When Michael Doran of the Hudson Institute told me he's writing a book on President Dwight D. Eisenhower's Middle East policy, I nodded politely, wondering why someone engaged in current policy issues would devote himself to a topic of mainly antiquarian interest. Well, having now read Ike's Gamble, I know the answer: his topic is both fascinating in itself and has continuing relevance for U.S. foreign policy.
Gamal Abdel Nasser came to power about the same time in Egypt as Eisenhower and, as the leader of pan-Arab nationalism, dominated the Middle East during the president's entire eight-years in office. In light of their intense competition with the Soviet Union, American leaders had a choice of two basic approaches to Nasser: build him up to win him over or treat him as an opponent to reduce his influence.
Focused primarily on finding allies against Moscow, Eisenhower and his secretary of state, John Foster Dulles, decided to woo Nasser; that's the gamble of the title. Doran follows this implausible effort in painful but nearly novelistic detail, revealing the full extent of its faulty premises, tactical blunders, and strategic errors. In brief, American support turned Nasser into the dictator of Egypt, wildly popular pan-Arab nationalist hero, invaluable Soviet ally, and global anti-American chieftain. Finally, in 1958, after the particularly bruising Suez War experience, the realist core in Eisenhower and Dulles wised up.
I found Ike's Gamble a page-turner in part because it's fluently written but mostly because its tale so precisely foreshadows the equally misguided Middle East policy of Barack Obama and John Kerry. Iran succeeded Egypt as the region's cynosure; the Joint Comprehensive Plan of Action serves as the functional equivalent of the Suez War – a enormous, gratuitous victory handed by a clueless American president to a known enemy in the forlorn attempt to woo him. In Yogi Berra's reputed phrase, it's "déjà vu all over again." The 1950s consequences were bad enough – a rampant Nasser stirring trouble in Syria, Iraq, Yemen, against Israel, and beyond until his early death in 1970 – but the current error could have far worse implications: I mean, agreeing that an apocalyptically-minded regime acquire nuclear weapons?
Thanks to Doran, we learn how appeasement constantly tempts American policymakers, even the hardest-headed of them. Forewarned is forearmed.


→ **To do**: Only some lines are wanted: please transcribe exactly those from the one containing "At what (x,y)" through the end of the data, pictures excluded.

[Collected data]
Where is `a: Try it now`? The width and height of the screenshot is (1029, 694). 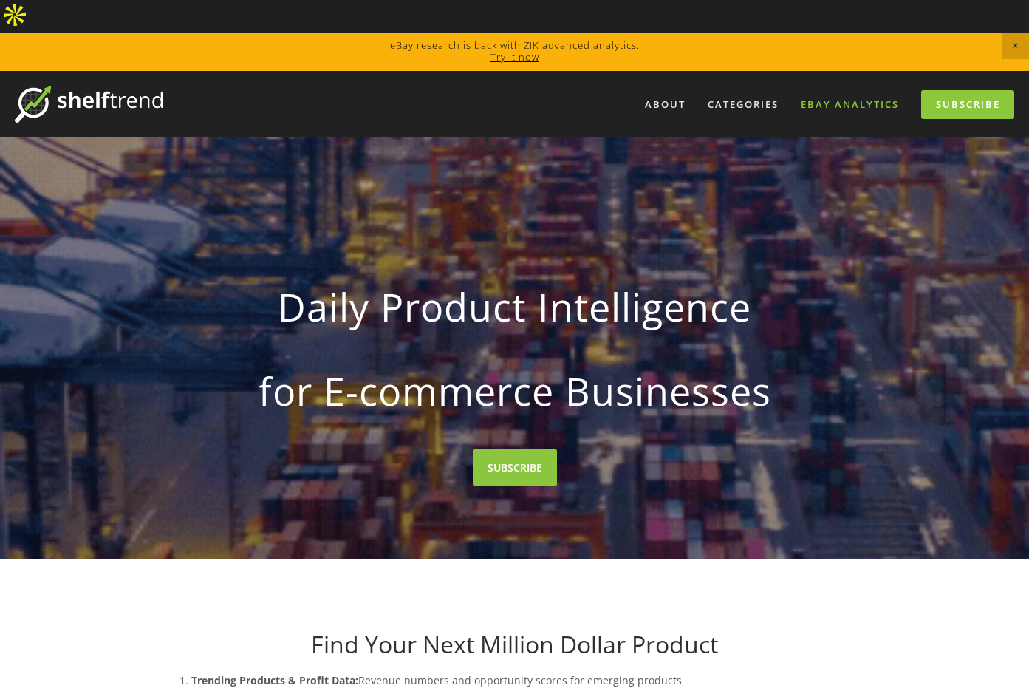 a: Try it now is located at coordinates (515, 57).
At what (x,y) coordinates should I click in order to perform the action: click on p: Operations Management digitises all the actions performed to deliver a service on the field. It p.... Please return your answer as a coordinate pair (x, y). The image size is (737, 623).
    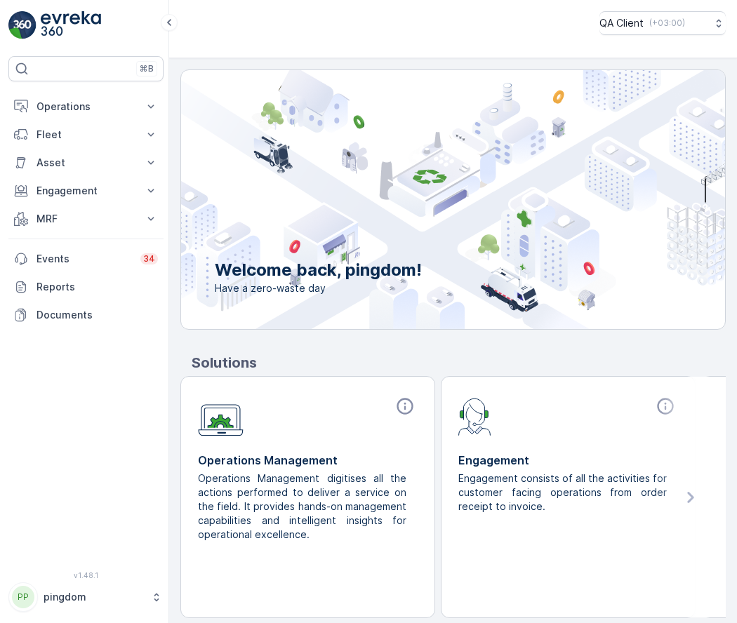
    Looking at the image, I should click on (302, 507).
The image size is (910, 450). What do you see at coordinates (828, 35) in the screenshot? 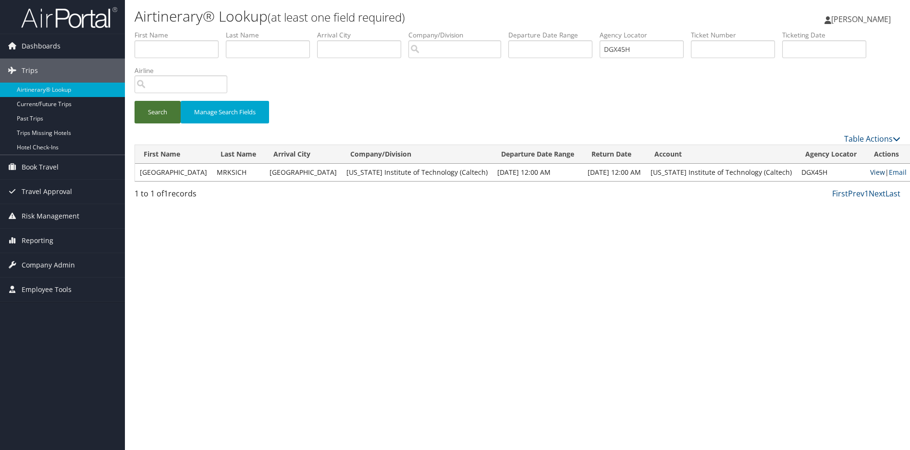
I see `label: Ticketing Date` at bounding box center [828, 35].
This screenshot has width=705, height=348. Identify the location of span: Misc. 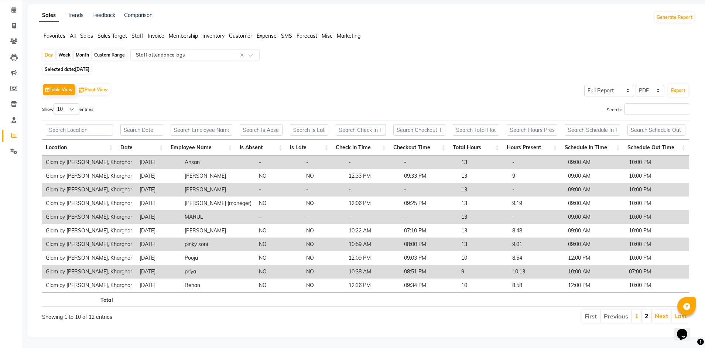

→ **Output for this task**:
At what (x,y) coordinates should I click in order to perform the action: click on p: Operations Management digitises all the actions performed to deliver a service on the field. It p.... Please return your answer as a coordinate pair (x, y). The image size is (737, 623).
    Looking at the image, I should click on (302, 507).
The image size is (910, 450). What do you see at coordinates (828, 35) in the screenshot? 
I see `label: Ticketing Date` at bounding box center [828, 35].
This screenshot has width=705, height=348. Identify the location of span: Misc. 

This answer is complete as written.